To claim he was merely a good moral teacher is a foolish thing to say. Nobody could do or say the things that Jesus did, and not be God. He would in fact have to be who he said he was, or he is either a liar and/or a lunatic.
3. Jesus - fully human?
That Jesus was a man is not really disputed. The primary documents about Him, found in the Bible, says that he was born of a woman which in itself tells us that at least in a prenatal state he was nurtured and formed as any other male baby was and is. His genealogical line is given and He grew into maturity as any young Jewish boy did. With his humanity, he exhibited normal human emotions such as love, weeping, sadness, anger and anguish. Jesus ate and drank. He had a body and a soul. Jesus grew tired, he slept & perspired. Jesus died just as all mortal people do. Religiously, he worshipped as a Jew. Not only these facts, but the 4 ‘biographies’ or gospels written about him acknowledge his humanity. He was human in every way that we are - physically, mentally and emotionally.

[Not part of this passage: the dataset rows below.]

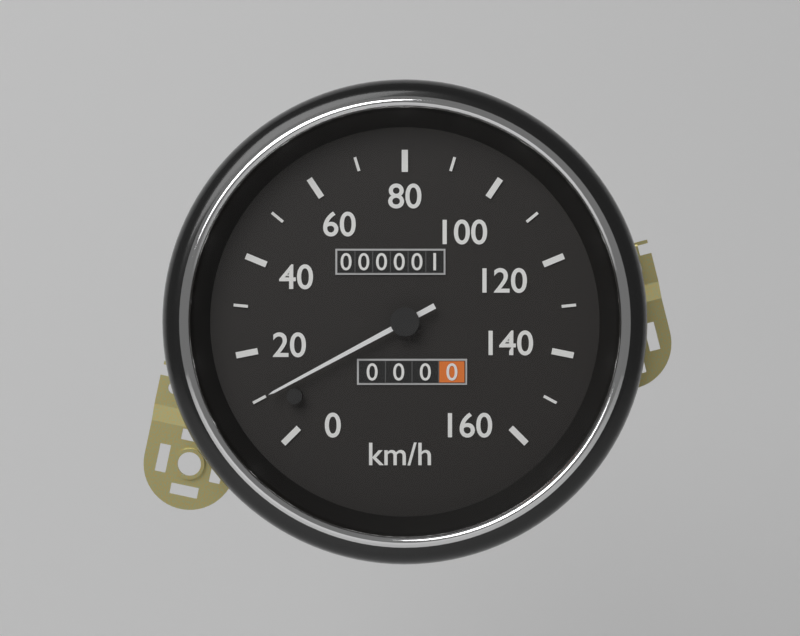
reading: 10 km/h
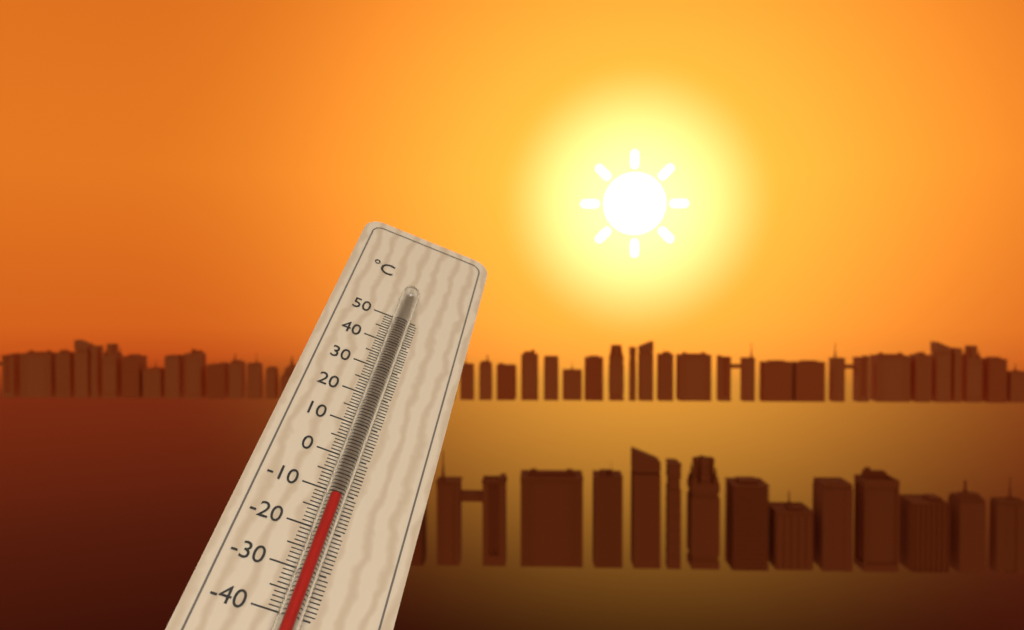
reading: -13 °C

The only exception to this, is that he was sinless, and yet we must ask could Jesus have sinned? Yes he was tempted just as we are, but could Jesus really have succumbed to temptation? We must conclude that while he could have sinned, it was certain he would not and did not.
But why did Jesus need to fully human? Firstly, so Jesus death could appease God’s anger with us. Secondly so that Jesus can empathize and pray for us. Thirdly, Jesus exhibited true and perfect humanity. Fourthly, due to his perfect humanity, Jesus is to be our example to follow. Fifthly, true human nature is good. Lastly, while God is both above and beyond, He is not so far removed from us, that He cannot interact with his creation.
4. Jesus - fully God?
This is what we celebrate at Christmas. One of the church father’s, Anselm, wrote that God’s salvation plan for humans involved triumphant victory over sin, death and the grave. However no person could be found that was eligible or capable to do this. Because of this, God stepped into the human history, so that this victory could be achieved. This God-man would be fully human, so as to live every feature of humanity, including suffering and death. This God-man would also need to remain fully God, so as to defeat sin, death and the grave. Jesus, being sinless, was this God-man, consisting as he did of two complete natures, the God nature and the human nature.
How is it possible, you may well ask. If you take a pint of milk, and you pour the milk into a milk jug, the milk remains milk, although it is now in another container. In the same way, God inhabited a human body, thereby still being God, but also being human.
Throughout the Bible, Jesus is acknowledged as God. The apostle John expressly calls Jesus, the Word or God. Later on in his life, John expressly stated that Jesus was “the true God and eternal life”. Jesus himself claimed equality with God and when He stated “your sins are forgiven”, some of the Jewish rulers attributed this as a God alone thing and thereby accused Him, at least in their minds, of blasphemy against God! During the questioning when He was on trial for blasphemy, again Jesus equated himself with being God.
That Jesus is both human and divine, is what makes Christianity unique amongst the world’s religions. It is why Jesus’ claims to be the only way to God are true and make sense, and it is why millions of people today worship Him and acknowledge Him as their Lord and their God.